Overall Series Review
Categorical Breakdown
The narrative is built around a solidarity movement of the intersectionally oppressed against the White, heterosexual, male antagonist. The protagonist is a disabled woman, her main allies are a Black woman and a gay man, and their shared purpose is to save the creature who symbolizes the ultimate 'Other.' The villain, Colonel Strickland, is a representation of white privilege and systemic oppression who is ultimately defeated by this alliance.
The 1962 American setting is framed as a 'cold dystopia' of 'paranoia, oppression, and cruelty,' where the US Government is the monstrous force that tortures the Amphibian Man for military use. The creature, referred to as a 'river god' captured from the Amazon, is presented as morally and spiritually superior, challenging the 'moral shallowness' of American society and its institutions.
The female protagonist, Elisa, is the autonomous hero who initiates the rescue and the sexual relationship with the creature, defying the restrictive gender roles of the 1960s. Her masturbation scene establishes her self-pleasure and independence from male validation. The primary male figure of traditional authority, Strickland, is portrayed as a 'toxic,' abusive, and dehumanizing monster, while the hero is a woman who finds fulfillment outside the confines of traditional marriage or family life.

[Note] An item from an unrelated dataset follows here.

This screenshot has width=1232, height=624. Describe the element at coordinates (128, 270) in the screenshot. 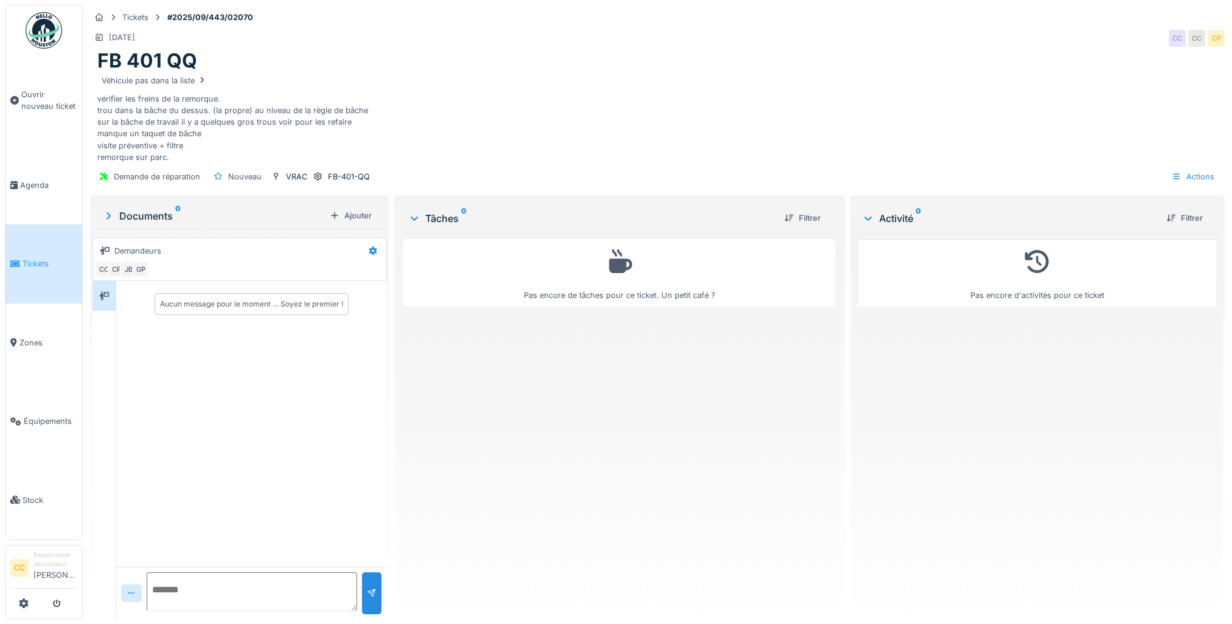

I see `div: JB` at that location.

A central heroic character, Giles, is a closeted gay man who risks everything for his friends, providing a positive and essential representation of alternative sexuality. The relationship between Elisa and the creature is broadly understood as an allegory for queer love that exists beyond biological and societal boundaries. The villainous society explicitly denigrates the gay character by claiming that 'gays like him aren't wanted' in a 'family place.'
The character who obsesses over external respectability, follows 'protocol' to the letter, and strives for the 'Norman Rockwell family' is the villain, Colonel Strickland, whose external morality is exposed as pharisaical hypocrisy. The film aligns 'love' and rejection of 'conventional morality' with the heroes, while painting the representative of 'family-values conservativism' as the torturer. Supernatural grace and moral purity are assigned to the non-human 'river god' creature.